Love and Death on Long Island
Giles De’Ath (John Hurt) is a very proper English gentleman. He is a widower with precise notions about what is and what is not acceptable in this modern world. So it is terrifically surprising (to him most of all) when he chances upon a bad American movie in which he spies one Ronnie Bostock (Jason Priestley). Giles is instantly fascinated. This fascination turns into obsession as he makes his way to the States, determined to meet this beautiful young man. Priestly is quite good as well as the rather dim Ronnie who has more depth than one might imagine, but it’s Hurt that makes the film. Giles’ adoration of Ronnie takes the place of all else in his lonely widower’s existence and Hurt makes us believe it, makes us almost understand what he is looking for and why he’ll go so far out of his staid routine to find it. This one is something of a sleeper – it never really got much attention, but is as poignant a love story as you’ll find on the big screen anywhere.

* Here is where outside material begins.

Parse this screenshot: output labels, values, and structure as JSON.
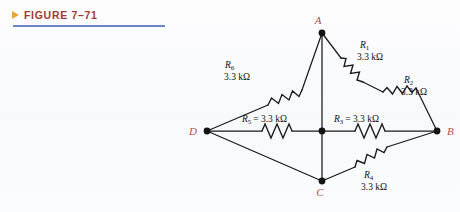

This fine film primarily focuses on the struggle of a young family to make a new life for themselves in New York City. Parents Johnny and Sarah (Paddy Considine and Samantha Morton) are emotionally and financially battered before they ever arrive, with the loss of their son clouding every moment. The love story in this film is an undercurrent. It almost never rises to the surface to take center stage. Nevertheless, it is upon this foundation which the entire movie rests. Johnny and Sarah have a rock solid marriage, something not all that common in movies these days (or maybe ever). There is never really a question of him straying despite their various hardships. There’s never really a question of her turning her back on him despite her own grief. They are a couple – that they will stay that way underpins the entire film. The love story is what allows the rest of the movie to play out on solid ground, to be believable and feel real.
Honorable Mentions
There are two films that I dearly love, but it has been too long since I saw either one to give more than my impressions from that time – I may be seeing them through rose colored, romantic movies glasses.
A Little Romance
In her very first film, Diane Lane stars as an American girl who meets a French boy and they have, well, a little romance. Sweet and filled with everything young girls love; this is a film I watched as often as it was on HBO when I was a kid.
This is My Father
James Caan stars as a man looking for the truth about his father, that truth being revealed in Ireland as a tale of a love not permitted or accepted in its time and place. Aidan Quinn stars in the series of flashbacks that tell this sad and lovely story. This is one of those movies that caught me completely by surprise with its depth and the caliber of its performances. A little lost gem if there ever was one.
And there you have it, a collection of movies with love at their very core. They aren’t your typical “Love Stories”, no, but each has something to offer, some wisdom about the vast diversity that exists in human beings when it comes to that enigma that is “love”. Enjoy!